Vega and Reverby – who would rechristen himself Marty Rev – bonded over a mutual desire to create the loudest, most confrontational musical statement at a time when the anger, protest and invention of the 1960s was giving way to complacency. The name they gave to their new endeavour was inspired by the jazz musicians sitting around the Project shooting smack: Suicide. It was perfect for the times.

Suicide’s first gig was at the Project in November 1970. Soon they were promoted as ‘Punk Music’, which came from a review of the Stooges’ Fun House by Lester Bangs. The band had also given themselves punk-presaging aliases: Alan was Nasty Cut, Rev was Marty Maniac, Paul was Cool P. “We had no formula with Suicide,” says Rev. “We didn’t start with a beat or instrumentation, but we were going to find it through chiselling out this total mass of sound.” 

Suicide’s reputation began to spread. Vega was invited to meet his literary hero, poet Allen Ginsberg, only to be attacked by the beat generation figurehead. “All of a sudden he goes, ‘How could you use that word, ‘suicide’?’ and starts to attack me. I was like, ‘Holy shit, I’m being attacked by Mr Beatnik here!’ Suicide then was so literal, and the reality was death.” The reception afforded Suicide’s live performances is always held up as evidence of the innate conservatism of punk, or at least punk audiences.

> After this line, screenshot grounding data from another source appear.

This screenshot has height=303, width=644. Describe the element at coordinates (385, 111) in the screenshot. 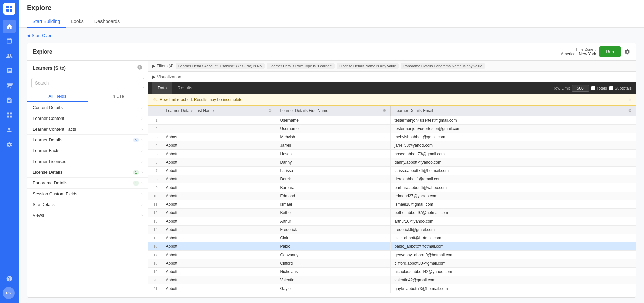

I see `col-settings-icon-2: ⚙` at that location.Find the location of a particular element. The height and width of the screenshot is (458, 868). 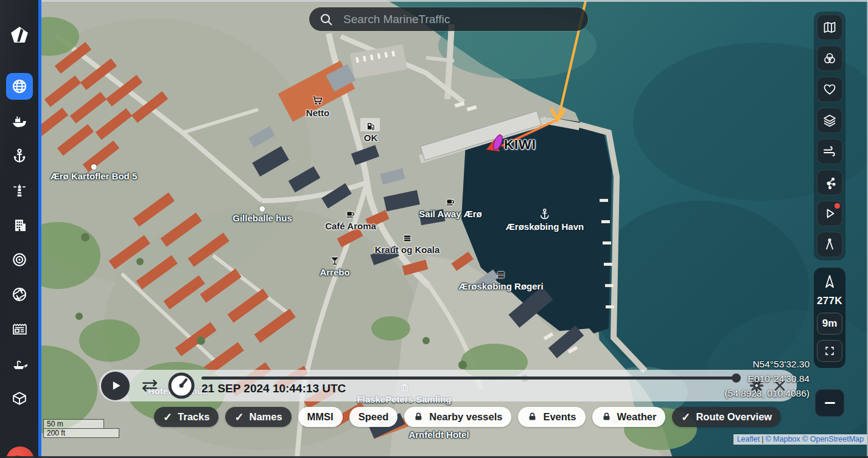

search-input is located at coordinates (460, 19).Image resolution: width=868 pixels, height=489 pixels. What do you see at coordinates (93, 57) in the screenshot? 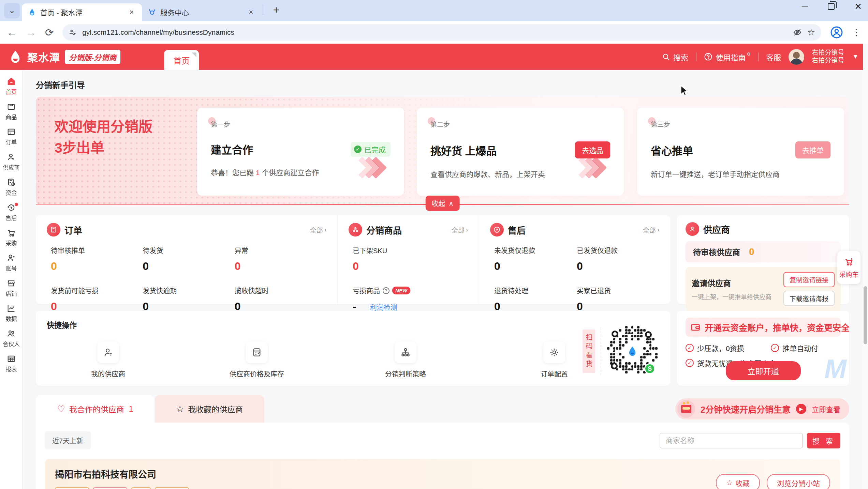
I see `edition-badge: 分销版-分销商` at bounding box center [93, 57].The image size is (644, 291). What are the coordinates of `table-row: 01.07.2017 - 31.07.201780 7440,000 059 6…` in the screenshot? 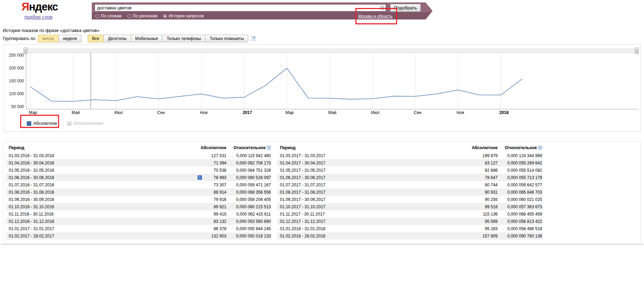 It's located at (410, 185).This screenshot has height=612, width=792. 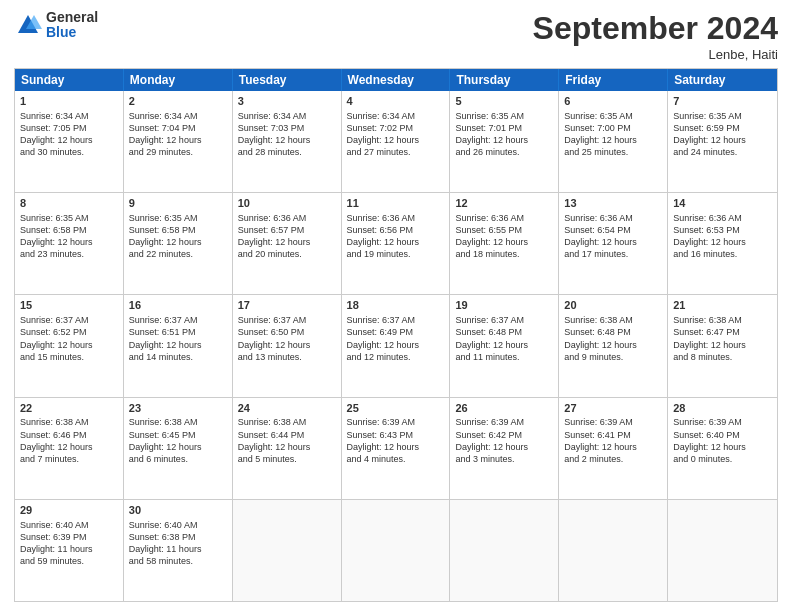 What do you see at coordinates (396, 36) in the screenshot?
I see `header: General Blue September 2024 Lenbe, Haiti` at bounding box center [396, 36].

Far from being a brave new musical dawn in which rules vanished out of the window and anything went, punks couldn’t cope with anything that deviated too far from a well-worn blueprint, even the band who might well have been the first to describe themselves as punk: the flyers for a 1971 Suicide gig proclaimed it a “Punk Music Mass”. But in fairness, Suicide were provoking that kind of reaction long before punk. In the early 70s, they played alongside the New York Dolls at the Mercer Arts Centre: “There was a party scene in their room and our room was like a death scene,” said Vega.